[lbo-talk] How Americans would respond (Was Reply to MG)

jthorn65 at sbcglobal.net jthorn65 at sbcglobal.net
Fri Apr 29 17:40:25 PDT 2005



> Marvin Gandall wrote:
>
> >That is unsettling - and it's a point you and others have made before, which
> >I kind of thought was half tongue in cheek, because I truly can't see that
> >happening up here and regard the more liberal and urbanized Northern and
> >upper coastal states as largely sharing the same political culture as us.

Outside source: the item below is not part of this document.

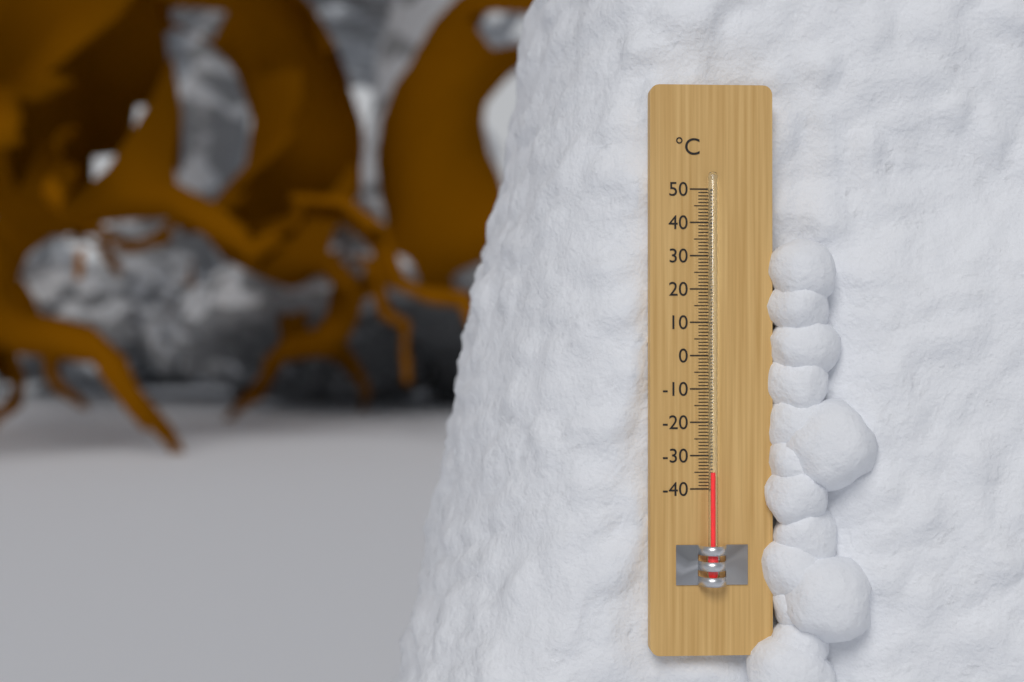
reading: -35 °C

> >That view was reinforced for me after the last election when those
> >Jesusland/United States of Canada maps started circulating on the Net. Is
> >the perception of two parallel political universes - red states, blue states
> >(more accurately, IMO, red hinterlands, blue cities) - greatly exaggerated
> >or is there substance to it? Wouldn't you expect to see a polarization:
> >Republican ranks moving right and Democrat ranks moving left if things
> >actually did start falling apart, reflecting the current equally divided
> >political alignment in the country?
>
> You never know what could happen. Since the country is about equally
> divided between Dem & Rep (ignoring, for the moment, those who've
> excused themselves), if they moved to the extremes, the average might
> stay the same but volatility increase markedly. It's easy to imagine
> parts of the American right - the people that Lew Rockwell talked
> about in his red state fascism essay - going wildly racist and
> nationalist. But a lot of the pop isn't like that and could resist.

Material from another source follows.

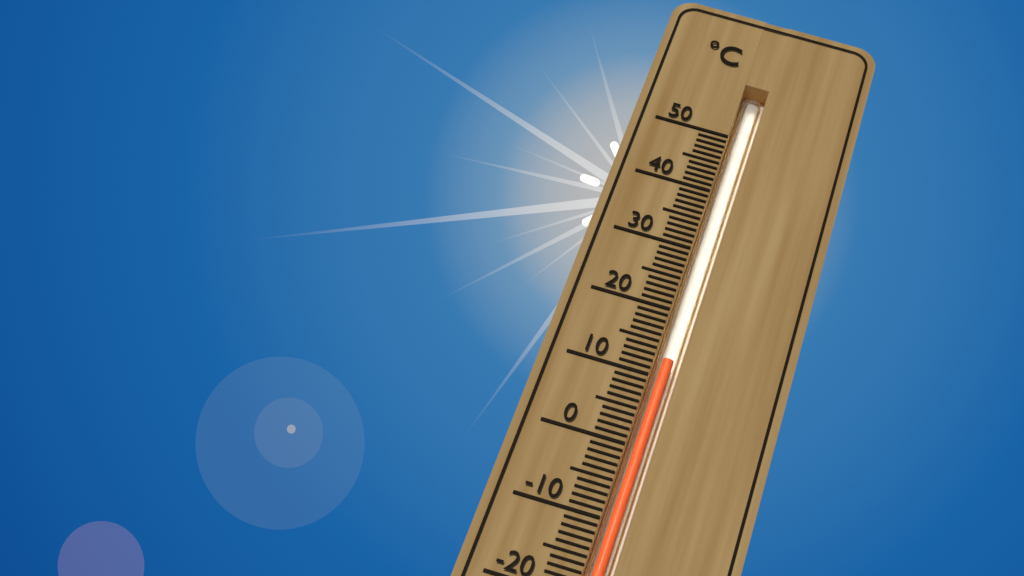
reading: 13 °C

> But how many, and how much? The mood in this country after 9/11 was
> hideous, which isn't a happy portent for what could happen in a
> crisis.
>
> Doug

In general for a country so divided as ours it would seem easier to move right than left. The right would not fear to stand up to any move towards the left but the converse is not AS true. Similar to the McCarthy era. Fear is a powerful motivator and a tool used by the right much more effectively than the left. The fears the right play up are easily understood and stimulate a primitive response mechanism. The fears the left play on are more complicated and do not as easily provoke such a response.